Maryland's Highest Court Hears Medical Marijuana Case

Ron Strider

Well-Known Member
Companies in the final running for licenses to grow medical marijuana should be able to defend their multimillion-dollar investments against a legal challenge over how those finalists were picked, an attorney for the state argued Thursday in court.

The Court of Appeals, Maryland's top judicial body, heard oral arguments about whether those companies should be allowed to intervene in a lawsuit challenging the government's selection of finalists. At issue is a decision by a lower court judge that barred the finalists from involvement in the case.

Alternative Medicine Maryland, an applicant not chosen, alleges in a lawsuit that the Maryland Medical Cannabis Commission didn't consider the racial diversity of the applicants for licenses as required. The group's attorney, Byron Warnken, has argued that the government agency violated state law in choosing finalists.

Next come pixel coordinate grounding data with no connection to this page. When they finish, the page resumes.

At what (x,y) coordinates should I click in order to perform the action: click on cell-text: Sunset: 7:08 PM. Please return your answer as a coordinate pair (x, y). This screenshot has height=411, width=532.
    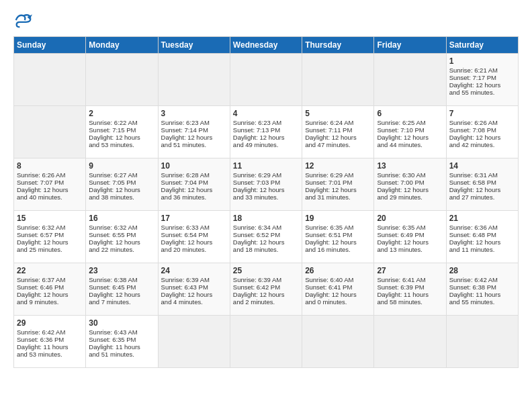
    Looking at the image, I should click on (482, 130).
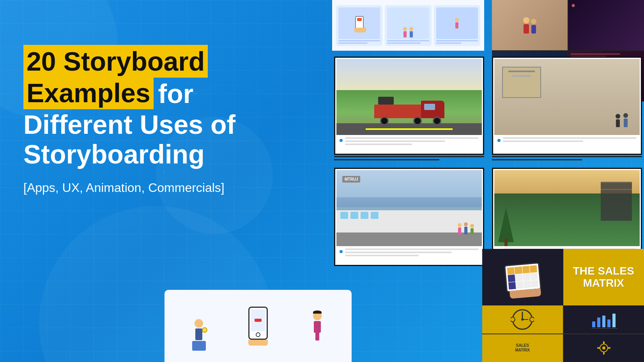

An order by Baltimore Circuit Court Judge Barry Williams prohibits the finalists from intervening in the suit.

Yet Julia Bernhardt, an assistant attorney general, said the finalists have a direct economic interest in the lawsuit's outcome. She added that the medical cannabis commission can't represent them, because it defends the public interest.

"There's just something unseemly with charging a regulating body with protecting the economic interest of the very market participants that it's regulating," Bernhardt told the court. "It's just not workable."

She called for the Court of Appeals to reverse Williams' decision.

Maryland law allows 15 medical marijuana growers. So far, the commission has only awarded one license. Some growers have hoped to make medical marijuana available to patients by the end of the summer.

The lawyer for Alternative Medicine Maryland, Warnken, said finalists for the licenses shouldn't be involved in the case.

"Private companies who may have benefited from such a violation should not be permitted to intervene in the challenge to the government's failures," Warnken said.

But Arnold Weiner, representing the finalists, noted that his client companies have invested tens of millions of dollars in their businesses. He also said there is nothing speculative about the harm that will be caused the companies, if the court issues an injunction. He said one company has $175,000 in monthly expenses, with no ability to generate income.

"We have found no case where people had an economic interest that was even approaching ours where they were denied intervention," Weiner told the court.

Maryland's medical marijuana rollout has been delayed by setbacks for more than four years. The state approved its first medical marijuana law in 2013. The effort stalled, however, because it required academic medical centers to run the programs, and none stepped forward. The law was changed in 2014 to allow doctors certified by a state commission to recommend marijuana for patients with debilitating, chronic or severe illnesses.